When you don’t have any path for renewal, when people whose work has been bad refuse to leave the party, then you get stagnation that is so corrosive that it becomes self immolation. The bureaucracy exists solely to protect itself. That’s bad for any organization but is especially bad for the only credible political party that occupies the entire centre to left space within Canada (and here, I again remind everyone that the fact that the NDP and Greens have not yet merged is proof that no one in either party’s leadership is actually serious about Doing Politics).
The NDP needs to wander the desert for a little while, let a few people die from starvation and fundamentally change how it operates. Democracy needs to be restored within the party, which will have a big impact on how it interacts with Canadians more broadley. The only path towards restoring internal democracy is for members to assert their democratic right to direct the future of their party. And to do that, members cannot wait for the party brass to call the shots — not unless they want to see the party slide even further into irrelevance.
For over a decade, I've been dissatisfied with the control of the NDP. They have given control over to a marketing arm and during the last two sittings I've noticed how Mr. Singh modelled his opposition after that of PP to the point of making demands in the government that as a constitutional lawyer he knows tread on Provincial jurisdiction. Then there was a campaign that my partner and I were discouraged from helping as they wanted our children to help.
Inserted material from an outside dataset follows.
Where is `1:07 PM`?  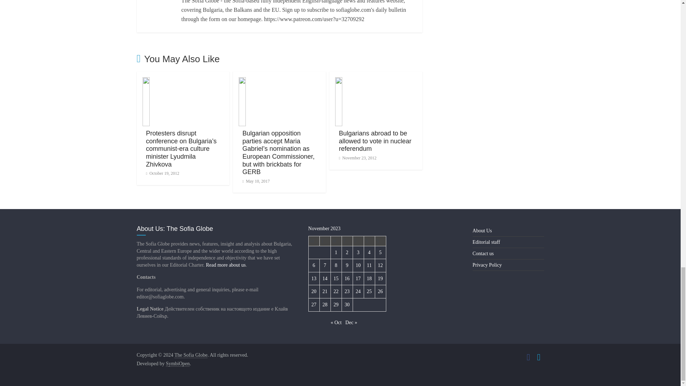 1:07 PM is located at coordinates (256, 181).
We were not part of their preferred age group - totally marketing.
And, ffs, run campaigns bragging about what they are good at, what they have accomplished not about how the opposition sucks.
My experience trying to do just that, both provincially and federally, is that a large section of NDP members are very pleased with the party as it is, and will fight tooth and nail alongside the exec/leadership/staff to keep it that way. The party has done a good job of pushing anyone who wants change or yearns for more out of the party, with the result that the only people left are the sycophants.
I'm not sure what to do about that, but the grassroots at this moment more or less reflects the feckless and incompetent staff and leaders. All the good people leave.